April 22, 2003

...on Georgia 6
In Georgia's 6th District, state Senate Majority Leader Tom Price (R) will announce his candidacy to replace Cong. Johnny Isakson (R), who is running for Senate. According to local sources, Price will formally announce within days after the Legislature adjourns on Friday, April 25, with a simultaneous filing with the FEC.
Rumors are flying that former Cong. Bob Barr, who announced his candidacy for the 6th District seat in February, is reconsidering his congressional bid. Barr will make an announcement at an 11am event Wednesday in Atlanta. Our betting is that he's out of the race.
The district is solidly Republican, so the GOP primary will pick Isakson's replacement in Congress.
...on the Media
Why is the media missing the big story?
Raise your hand if you said (or even thought in passing ) that more than one and a half years after the attacks of September 11, 2001 the United States would not have been hit by at least one other act of international terrorism?
I thought so. Not a single hand. We all expected another attack (or many attacks) by now.
I've been waiting for months for newspaper and magazine articles to comment on the lack of more acts of terrorism, and to draw some conclusions from the fact. I'm still waiting. This is one of those cases where the lack of a specific event is huge news but is being ignored.
I remember talking with a number of well-known and well-respected political analysts shortly after 9/ll about the likelihood of another attack, and nobody doubted the nation's vulnerability of this country, or the ability of Al Qaeda to launch another attack on the United States.
Given the size of this country, the length of our borders and the ease in which terrorists were able to slip in and out of the US earlier, it's simply stunning that we have avoided another serious attack so far. I don't know if our luck and skill at rooting out prospective terrorists will change, but shouldn't some major media outlet have remarked by now on our nation's ability to avoid a second attack?
Why are members of the media ignoring the story? Most journalists probably would say that "news" is driven by events, and that the lack of an event isn't news. But that's hardly convincing, since it's obviously "news" when something that is expected to happen doesn't take place (sunrise, for example, or, as Sherlock Holmes has noted, at times even the barking of a dog).
It's certainly a challenge to tell a story about why something hasn't happened, but the fact that so many people were so wrong makes this a story worth telling. At the very least, it's worth a segment on the cable TV networks and in our finer publications of note.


### PROBLEM STATEMENT
Among the records below, which lines contain the string "chart"? Report them.

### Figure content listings
=-=-=-=-=

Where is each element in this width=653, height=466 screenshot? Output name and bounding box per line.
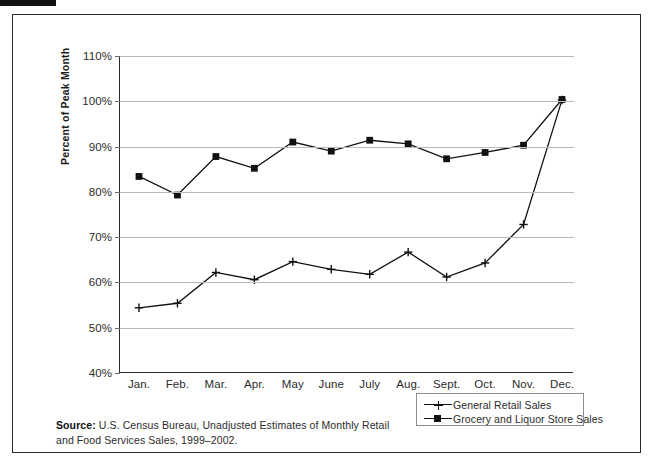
- scan-artifact-bar: [0, 0, 56, 6]
- x-axis-tick-label: Jan.: [128, 378, 150, 390]
- square-marker-icon: [423, 413, 453, 425]
- x-axis-tick-label: Nov.: [512, 378, 535, 390]
- gridline: [120, 101, 574, 102]
- source-note: Source: U.S. Census Bureau, Unadjusted E…: [56, 418, 406, 448]
- gridline: [120, 328, 574, 329]
- line-chart: Percent of Peak Month 110%100%90%80%70%6…: [13, 15, 642, 454]
- series-layer: [120, 56, 574, 373]
- data-point-plus: [366, 270, 374, 278]
- y-axis-tick-label: 60%: [89, 276, 112, 288]
- source-text: U.S. Census Bureau, Unadjusted Estimates…: [56, 419, 389, 446]
- gridline: [120, 56, 574, 57]
- x-axis-tick-label: July: [359, 378, 380, 390]
- data-point-plus: [442, 273, 450, 281]
- data-point-plus: [327, 265, 335, 273]
- legend-label-grocery-liquor-store-sales: Grocery and Liquor Store Sales: [453, 413, 603, 425]
- chart-legend: General Retail Sales Grocery and Liquor …: [416, 393, 584, 426]
- data-point-plus: [404, 248, 412, 256]
- gridline: [120, 282, 574, 283]
- y-axis-title: Percent of Peak Month: [59, 48, 71, 165]
- x-axis-tick-label: June: [319, 378, 344, 390]
- x-axis-tick-label: Sept.: [433, 378, 460, 390]
- y-axis-tick: [115, 56, 120, 57]
- data-point-plus: [135, 304, 143, 312]
- legend-item-grocery-liquor-store-sales[interactable]: Grocery and Liquor Store Sales: [423, 412, 577, 425]
- y-axis-tick: [115, 237, 120, 238]
- y-axis-tick: [115, 147, 120, 148]
- data-point-square: [289, 139, 296, 146]
- plus-marker-icon: [423, 399, 453, 411]
- legend-item-general-retail-sales[interactable]: General Retail Sales: [423, 398, 577, 411]
- legend-label-general-retail-sales: General Retail Sales: [453, 399, 551, 411]
- y-axis-tick: [115, 328, 120, 329]
- x-axis-tick-label: Mar.: [205, 378, 228, 390]
- data-point-square: [136, 173, 143, 180]
- y-axis-tick-label: 40%: [89, 367, 112, 379]
- x-axis-tick-label: Dec.: [550, 378, 574, 390]
- x-axis-tick-label: Aug.: [396, 378, 420, 390]
- data-point-square: [520, 142, 527, 149]
- x-axis-tick-label: May: [282, 378, 304, 390]
- gridline: [120, 192, 574, 193]
- y-axis-tick-label: 70%: [89, 231, 112, 243]
- gridline: [120, 237, 574, 238]
- y-axis-tick: [115, 192, 120, 193]
- data-point-square: [366, 137, 373, 144]
- series-line: [139, 100, 562, 308]
- y-axis-tick-label: 80%: [89, 186, 112, 198]
- y-axis-tick-label: 110%: [83, 50, 112, 62]
- x-axis-tick-label: Feb.: [166, 378, 189, 390]
- x-axis-tick-label: Oct.: [474, 378, 496, 390]
- gridline: [120, 147, 574, 148]
- data-point-square: [251, 165, 258, 172]
- data-point-square: [328, 148, 335, 155]
- y-axis-tick: [115, 282, 120, 283]
- y-axis-tick-label: 100%: [82, 95, 112, 107]
- x-axis-tick-label: Apr.: [244, 378, 265, 390]
- y-axis-tick: [115, 373, 120, 374]
- figure-frame: Percent of Peak Month 110%100%90%80%70%6…: [12, 14, 641, 453]
- data-point-square: [443, 155, 450, 162]
- source-label: Source:: [56, 419, 96, 431]
- y-axis-tick-label: 90%: [89, 141, 112, 153]
- y-axis-tick: [115, 101, 120, 102]
- data-point-square: [482, 149, 489, 156]
- plot-area: 110%100%90%80%70%60%50%40%Jan.Feb.Mar.Ap…: [119, 56, 573, 373]
- y-axis-tick-label: 50%: [89, 322, 112, 334]
- data-point-plus: [289, 257, 297, 265]
- data-point-square: [213, 153, 220, 160]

=-=-=-=-=

### EXERCISE RESPONSE
- line-chart: Percent of Peak Month 110%100%90%80%70%6…: [13, 15, 642, 454]
- chart-legend: General Retail Sales Grocery and Liquor …: [416, 393, 584, 426]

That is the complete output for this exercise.